Cracking the Code: The Real Challenges Facing AI Entrepreneurs
While AI breakthroughs are happening faster than ever, turning scientific innovation into scalable businesses is rarely straightforward. This is especially true for deep tech ventures working with powerful, flexible AI technologies that could theoretically apply to dozens of industries. In this article, we explore the different challenges founders of AI startups are facing, especially in building deep tech startups.

Allan Ponnish and Dimitrios Adamos, CDL-Paris Venture Founder (Cogitat)
That was the key insight emerging from the latest session of the CDL-Paris Artificial Intelligence Stream, held in December 2024 at the Arboretum, Europe’s largest solid wood campus near Paris. Founders, mentors, and experts from around the world gathered to confront one key question:
“We know our AI technology works, but who exactly will pay for it?”
The challenge of too many possibilities
For many early-stage AI companies, the challenge isn’t proving that their technology works — it’s figuring out where to apply it first.
This was a recurring theme during the latest session of the AI Stream at the Creative Destruction Lab (CDL-Paris). We spoke with team members, mentors, and founders about the biggest hurdles AI ventures are facing inside the program, and one of the most common is navigating their go-to-market strategy.
A clear example comes from Cogitat, a company building foundation models capable of decoding human brainwaves using external EEG sensors. Their groundbreaking technology sits at the intersection of neuroscience and cutting-edge AI, opening up potential applications across multiple industries — from healthcare and defense to consumer technology.
But this wide range of possibilities also creates a critical risk: a lack of focus.
“AI presents vastly different technology and application areas, the applications are endless,” explained Nicole Pereira, CDL-Paris AI Stream Lead. “But we really need to understand: what market do we actually apply this technology to first?”
That strategic tension is something Allan Ponnish, Co-founder of Cogitat, knows well.
“We’ve put forward a number of different markets to CDL — healthcare, defense, and consumer technology are the three big areas we’ve explored. Now we really need to figure out: which one is the best place to start?”
Finding the beachhead market
This is where CDL’s model becomes invaluable. The program forces founders to tackle one of the hardest challenges in AI commercialization: identifying their beachhead market. The first real-world use case where the technology can create value, attract customers, and generate revenue.
“They have a technology, but they don’t yet know who is going to use it.” explained Thomas Astebro, professor at HEC Paris and CDL-Paris member. Finding the product-market fit in AI-powered startups is not only about building cool features, but also about deeply understanding customer pain points, user needs, and real-life workflows.

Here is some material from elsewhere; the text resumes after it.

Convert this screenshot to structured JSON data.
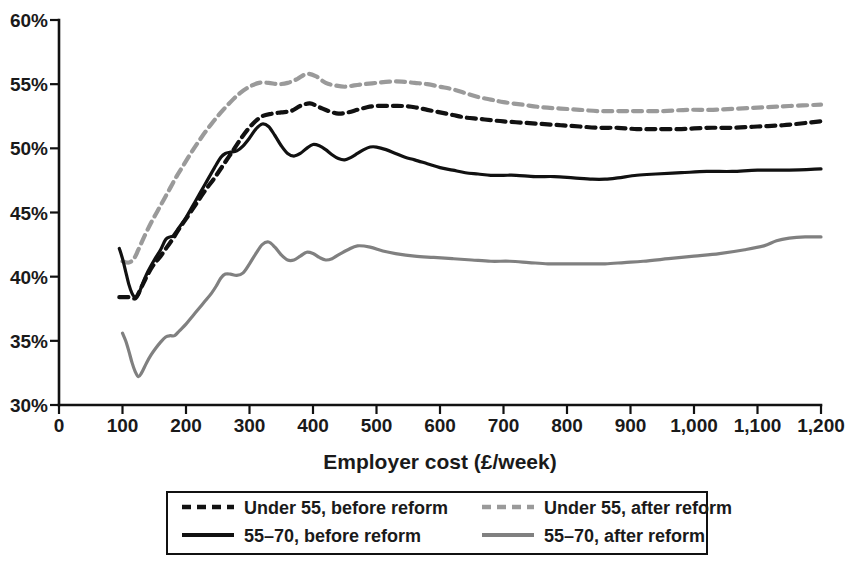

Finding Focus: Turning AI Technology Into a Business
“What is our beachhead market?”, “How do we identify the right niche?”, “How do we know we’ve found the right customer profile to go after?”... Nicole Pereira, who brings the experience of being the AI Lead for the Creative Destruction Lab program, believes that everything from pricing to marketing to product design depends on solving this puzzle. This is where many deep tech AI founders face their biggest leap: moving from technology validation to commercialization.
“We know our technology works in so many different areas, but now we need to focus on where to deploying it.”
- Allan Ponnish, Co-founder of Cogitat (CDL venture)
That process involves more than customer discovery. It means:
- Designing a product customers will actually buy
- Building a go-to-market strategy tailored to that first niche
- Testing business models and pricing assumptions
- Aligning marketing strategy with early adopters
- And above all: staying laser-focused
Without this clarity, even the most powerful AI models risk becoming technological solutions looking for a problem.
Why Creative Destruction Lab matters for AI founders
The CDL-Paris AI Stream exists precisely to support founders through this critical transition: from lab to market, from innovation to product. CDL mentors - including exited entrepreneurs, AI scientists, investors, and industry experts — help startups sharpen their value proposition, pressure-test their market assumptions, and chart their commercialization strategy.
Because CDL is a non-profit organization, with no fees or equity taken, the only agenda is venture success. For AI founders navigating overwhelming technological possibilities, Creative Destruction Lab provides what’s often hardest to find: brutal honesty, strategic clarity, and a global network of experts willing to help them crack the code.
What’s next: Marseille
The journey continues: In April 2025, the CDL-Paris AI Stream will converge in Marseille at TANGRAM, CMA CGM's new innovation hub, for its final session. There, AI ventures will stand alongside startups from CDL's Climate, Space, and Next Generation Computing streams to share their progress, demonstrating not just technological refinement, but real-world implementation.
Because ultimately, AI transcends algorithms. It's about building genuine companies that solve real problems.